One of the things that takes a while to grasp when you learn Japanese is how to spot equivalents in the various fonts. Japanese has different typefaces just like Western languages do, and they're even grouped into families the same way. You've probably read English long enough that you don't think about it anymore, but imagine being a Japanese kid and being presented with

a
a
a
a
g
g
g
g

and being told that all the characters on any given line were supposed to be the same thing. You would think you were losing your mind.

The first font you learn to read in your Japanese class is the one in your textbook, which is going to be unfairly legible. It's usually a printed minchou 『明朝』style, which is the equivalent of a serif font in Latin alphabets. The name comes from Ming-chou, as in Ming Dynasty, the period during which they nicked it from China. (The characters mean "light" and "morning", which goes to show you what the Ming Dynasty thought of itself.) It typically has little triangular ticks at the ends of the lines, which are meant to echo the ink trails left by a brush being lifted gently from the page at the end of a stroke; I have never run into the English term serif used in this context, but I'm not sure if the term I know (『うろこ』, uroko or "fish scales") is official or not.

Occasionally you'll find a textbook or a set of flash cards that uses a Gothic font. As in English typography, it's nothing to do with scary castles and vampires, but describes a family of print styles with equal line weights used both horizontally and vertically, and no serifs hanging off the ends of things. (Interestingly, fonts don't have faces in Japanese. The character used to tag them, 体, is a marker/descriptor for bodies, as in 死体, shitai, a corpse.)

The second style you learn to read is the one your teacher uses to scrawl on the board. This will vary depending on whether your teacher is an actual Japanese person or not. See, they teach handwriting in Japanese schools, but they don't generally teach it to foreign students -- I get the feeling the Japanese think it's a lost cause. The tell you what order to make the lines in, because Tradition Says So, but the object isn't to teach you proper writing technique so much as it's an effort to make you draw tiny pictures that other Japanese speakers can maybe someday decipher. Native Japanese handwriting, translated into Latin letters, is the exact polar opposite of Cyrillic cursive: pointy chicken scratch.

I'm told that my kanji are readable but foreign-looking. Mog, on the other hand, has been told that hers are terribly authentic, probably because her handwriting in English should automatically qualify her to be either a doctor or a serial killer, depending on her mood.

Once you start attempting to read things in real life, all bets are off. Some of it was fine for me, some was not. I've impressed several people by being able to identify characters on wall hangings done in sousho hand (草書, the fluid, slithery brush style you see used in calligraphy) but the ultra-cheerful fucking felt-tip bubble font used in a lot of graphic design flummoxed me for ages. Edomoji in general are kind of caterwampus but since the drag marks follow the order of the brush strokes they're not all that bad, whereas I have all but given up on the stylized kakuji hand used for official stamps. It's your name, dammit, you're really just going to have to read it to me.

Video games are a special case, usually in an unpleasant sense. For quite a while, the only times you ever saw kanji were on title screens and splash pages, because the available resolution was simply not high enough to display complicated characters in dialogue boxes instead of unreadable blots. (Unreadable blots have historically been a problem in Japanese. There is a special typographical character that specifically means 'either the typesetter can't read this character or the word processor doesn't know how to print it, so we're all just going to have to guess blindly at what's meant to be here'.) The text in early games was written out entirely in kana. The Zelda games used all katakana, as most computer displays did at the time, but that tends to be read as the equivalent of SHOUTING IN ALL CAPS and annoys people, so more text-heavy games like Final Fantasy opted for an all-hiragana character set instead. The oldest stuff I have knocking around that uses kanji as per standard book Japanese is from the Playstation era, although probably there are some for the SNES/Genesis/TG-16 that use a limited set of characters that would be legible on screen.

The DS screen is rather small and all its Ruby markup is in katakana, either out of laziness or necessity. For various reasons this makes it easier to distinguish シ and ツ (or ン and ソ, for that matter, although that's generally more obvious from context), but I just about need a magnifying glass to make out whether there are dakuten/handakuten involved.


» What to produce: Make a verbatim copy of the entries below; pictures stay out.

» Dataset content:

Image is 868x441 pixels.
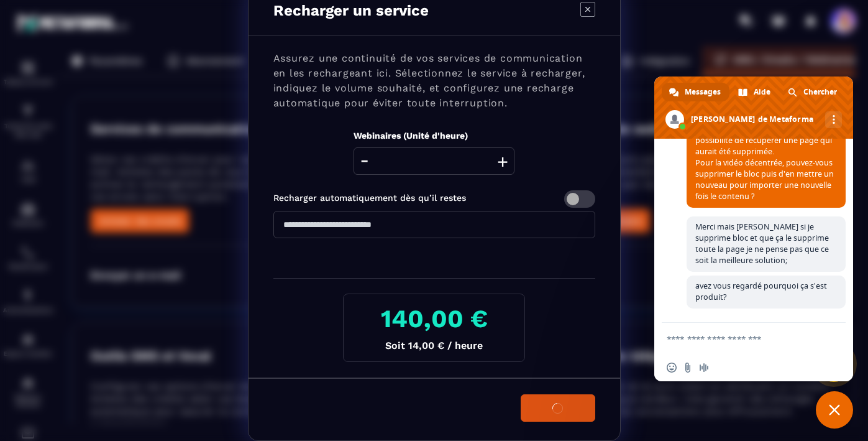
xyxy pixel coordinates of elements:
p: Soit 14,00 € / heure [354,340,514,351]
button: + [494,147,511,175]
h3: 140,00 € [354,304,514,333]
label: Recharger automatiquement dès qu’il restes [273,193,466,203]
textarea: Entrez votre message... [667,333,814,345]
p: Recharger un service [273,2,429,19]
span: Insérer un emoji [667,363,677,373]
label: Webinaires (Unité d'heure) [354,131,468,140]
span: Message audio [699,363,709,373]
span: Aide [754,83,771,101]
span: Chercher [804,83,837,101]
div: Chercher [780,83,846,101]
div: Aide [731,83,779,101]
div: Autres canaux [825,112,842,128]
p: Assurez une continuité de vos services de communication en les rechargeant ici. Sélectionnez le s... [273,51,595,111]
span: Messages [685,83,721,101]
button: - [357,147,372,175]
div: Fermer le chat [816,392,854,428]
span: Bonjour, Je suis navré, nous n'avons pas la possibilité de récupérer une page qui aurait été supp... [695,101,834,202]
span: avez vous regardé pourquoi ça s'est produit? [695,281,827,303]
span: Merci mais [PERSON_NAME] si je supprime bloc et que ça le supprime toute la page je ne pense pas ... [695,222,829,266]
div: Messages [662,83,730,101]
span: Envoyer un fichier [683,363,693,373]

» Answer to this exercise:
Image is 868x441 pixels.
xyxy pixel coordinates of elements:
p: Soit 14,00 € / heure [354,340,514,351]
button: + [494,147,511,175]
h3: 140,00 € [354,304,514,333]
label: Recharger automatiquement dès qu’il restes [273,193,466,203]
textarea: Entrez votre message... [667,333,814,345]
p: Recharger un service [273,2,429,19]
span: Insérer un emoji [667,363,677,373]
label: Webinaires (Unité d'heure) [354,131,468,140]
span: Message audio [699,363,709,373]
span: Aide [754,83,771,101]
span: Chercher [804,83,837,101]
div: Chercher [780,83,846,101]
div: Aide [731,83,779,101]
div: Autres canaux [825,112,842,128]
p: Assurez une continuité de vos services de communication en les rechargeant ici. Sélectionnez le s... [273,51,595,111]
span: Messages [685,83,721,101]
button: - [357,147,372,175]
div: Fermer le chat [816,392,854,428]
span: Bonjour, Je suis navré, nous n'avons pas la possibilité de récupérer une page qui aurait été supp... [695,101,834,202]
span: avez vous regardé pourquoi ça s'est produit? [695,281,827,303]
span: Merci mais [PERSON_NAME] si je supprime bloc et que ça le supprime toute la page je ne pense pas ... [695,222,829,266]
div: Messages [662,83,730,101]
span: Envoyer un fichier [683,363,693,373]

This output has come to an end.